Additional Information
Quotes from Others:
As Homo Faber Mr. Wickerson’s show was
well planned, but has a relation to an apocryphal and scatological tale of an
old Inuit man, which I should like to recount now. Rather than be acculturated/institutionalized
in government housing; they have taken away all his tools: knives, spears,
fishhooks, sled, etc. He steps outside the govt. shed drops his trousers, defecates into
his hands, and molds it, lets it freeze into a knife shape, uses to kill the
first dog, which he skins. He fashions a sled out of the bones; traces and
harness out of the skin; harnesses the other dogs and mushes out into the
blizzard. Michael determined to create a show with nothing but his
hands and plaster, he’s a person who does what he intends.

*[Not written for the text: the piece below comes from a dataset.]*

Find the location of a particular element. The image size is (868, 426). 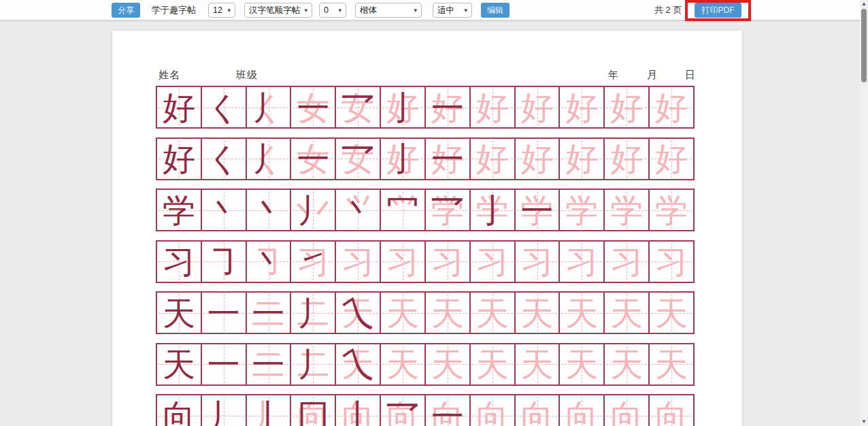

- Yours Russell Ferguson 2006
Michael Wickerson is
a man of many words. His crazed appearance and anxious working manner is
validated by intelligent expressions and deliberate actions. The direction and
ultimate realization of his work is comfortable being in a constant flux. The allowance of free thought and dreaming on
this 11 acre land has lead us here today to view these three prints. In
collaboration with Jaroslaw Rodycz and ERIK MEULENBELT from Holland, Michael
has reached a point with Wickerson Studios in which a great deal of
appreciation, contemplation and critique is in order. His accomplishments call
for internalization by individuals not only in our community but also around
the world. - Ashley Anders 2013
"Whether in
Cambrian or in other earth
Conceived; or yet in
Protozoic slime
And ooze in the
abysmal depths of time,
Dawn has concealed
thine elemental birth;
Or whether yet,
on-creeping man in dearth
Of tool offensive,
welcomed thee sublime,
Perverting all thy
virtues but to crime
While unmatured lay
thy finer worth.
It matters
naught-save only this-that now-
Man's better nature
to thy baser yields;
His heart is steeled
with temper of thine own;
His soul is hardened
with thy touch, and thou
Dost send him blindly
forth to reap these fields-
'Blood, sweat and
tears'-thine iron hand has sown."-G.H. Case, "To Iron Ore", in
M.F. Harrington, ed., Poems of Newfoundland, p. 5
"Nor do I doubt
that whoever considers this art well will fail to recognize a certain
brutishness in it, for the founder is always like a chimney sweep, covered with
charcoal and distasteful sooty smoke, his clothing dusty and half burned by the
fire, his hands and face all plastered with soft muddy earth. To this is added
the fact that for this work a violent and continuous straining of all a man's
strength is required which brings great harm to his body and holds many
definite dangers in his life. In addition, this art holds the mind of the
artificer in suspense and fear regarding its outcome and keeps his spirit
disturbed and continually anxious. For this reason they are called fanatics and
are despised as fools. but, with all of this, it is a profitable and skillful
art and in a large part delightful." Biringguccio, "Pirotechnia
On a final and
invitational note:
Please feel free to contact us, should you be
interested in proposing a site specific work and/or would just like to shoot
around some creative ideas with a herd of deer or a rafter of turkeys.